Child nutritional status and maternal factors in an urban slum in Nairobi, Kenya.

East Afr Med J

Department of Community Health, College of Health Sciences, University of Nairobi, P.O. Box 19676, Nairobi, Kenya.

Published: April 2005

Objective: To assess the relationship between maternal factors and child nutritional status among children aged 6-36 months.

Design: Cross sectional descriptive survey.

Setting: Urban slum settlement in Nairobi, Kenya.

Subjects: This study included a random sample of 369 households of mothers with children aged 6-36 months at the time of the study.

Results: Maternal factors which showed a positive significant association with at least one of the three child nutritional status indicators (height for age, weight for age and weight for height) were birth spacing, parity, maternal education level and mothers marital status. Child spacing and parity emerged as the most important predictors of stunting among study children. Maternal nutritional status was also shown to be positively associated with child nutritional status. Maternal ill health had a negative effect on child nutritional status.

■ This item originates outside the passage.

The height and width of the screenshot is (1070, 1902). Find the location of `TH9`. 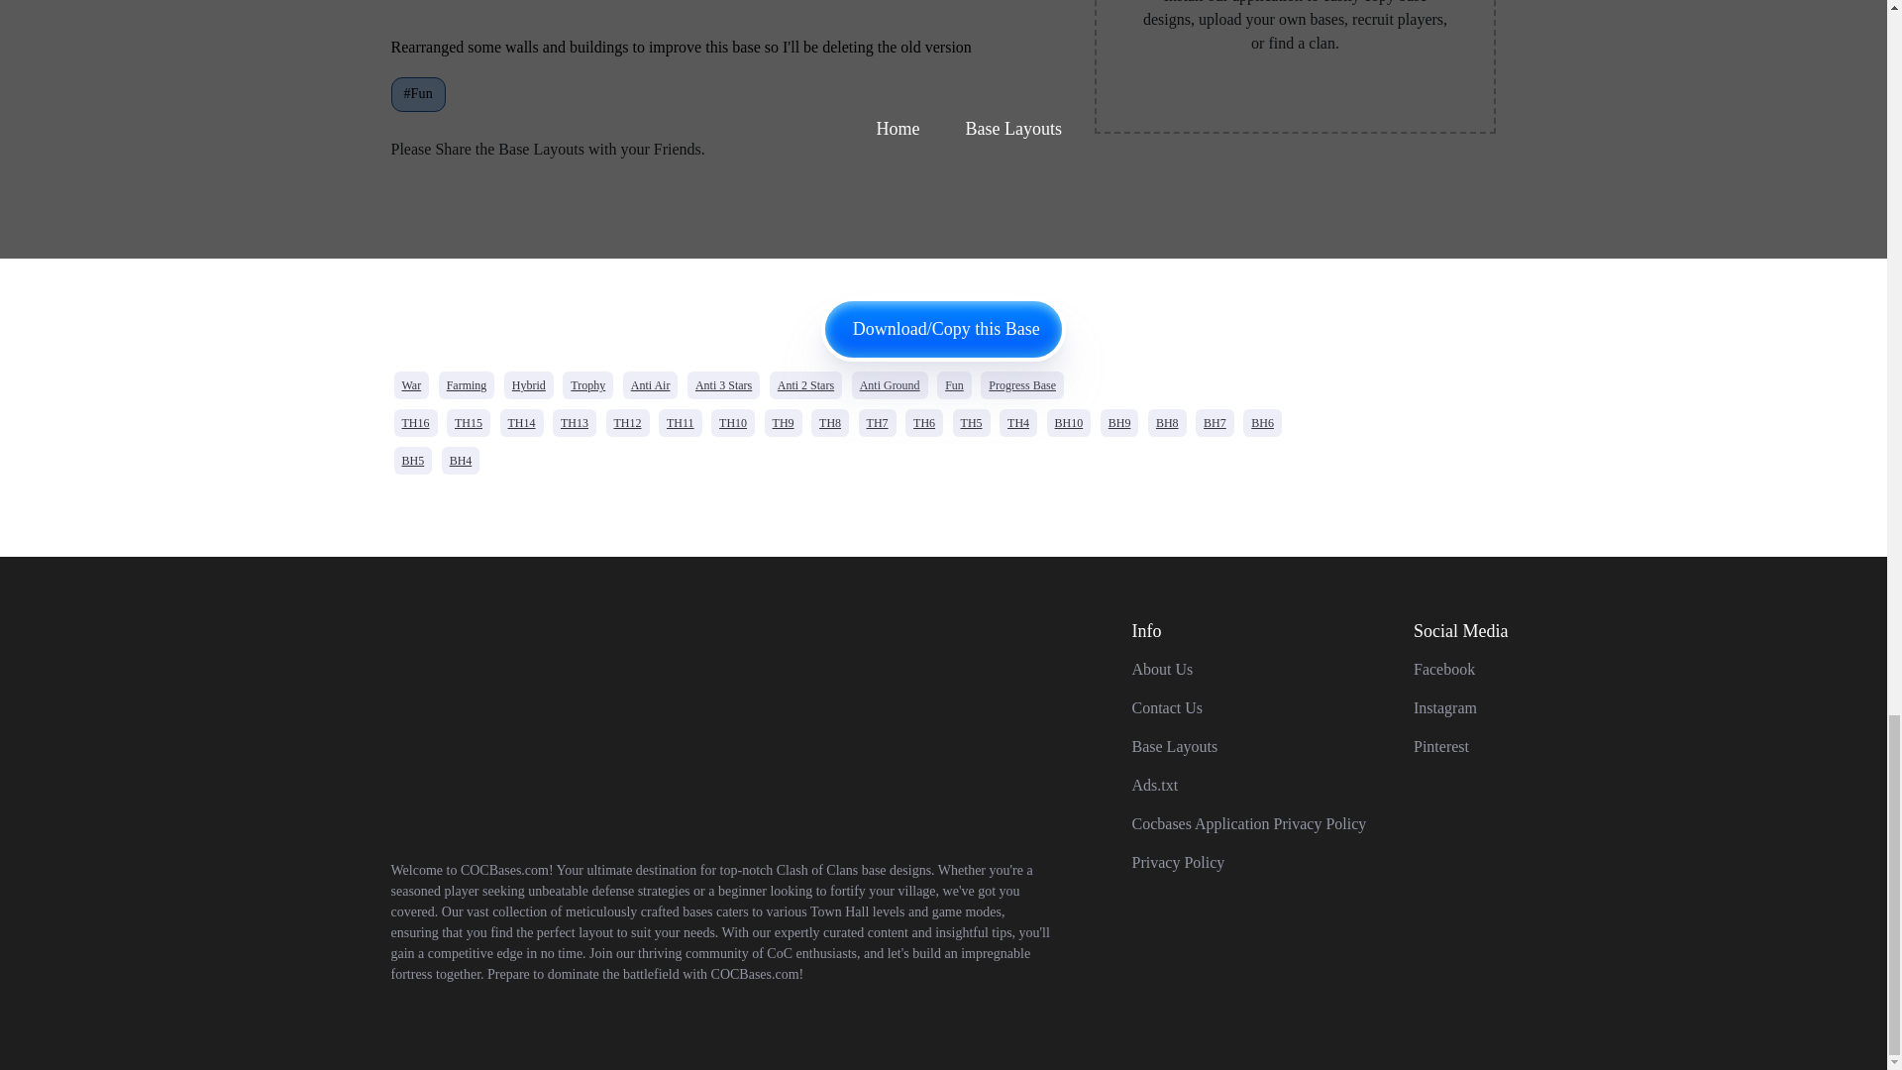

TH9 is located at coordinates (783, 422).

Conclusion: Maternal factors are an underlying cause of childhood malnutrition.

Download full-text PDF

Source
http://dx.doi.org/10.4314/eamj.v82i4.9283DOI Listing

Publication Analysis

Top Keywords

child nutritional
20
nutritional status
20
maternal factors
16
status maternal
8
urban slum
8
children aged
8
aged 6-36
8
age weight
8
spacing parity
8
maternal
7

Similar Publications

Want AI Summaries of new PubMed Abstracts delivered to your In-box?

Enter search terms and have AI summaries delivered each week - change queries or unsubscribe any time!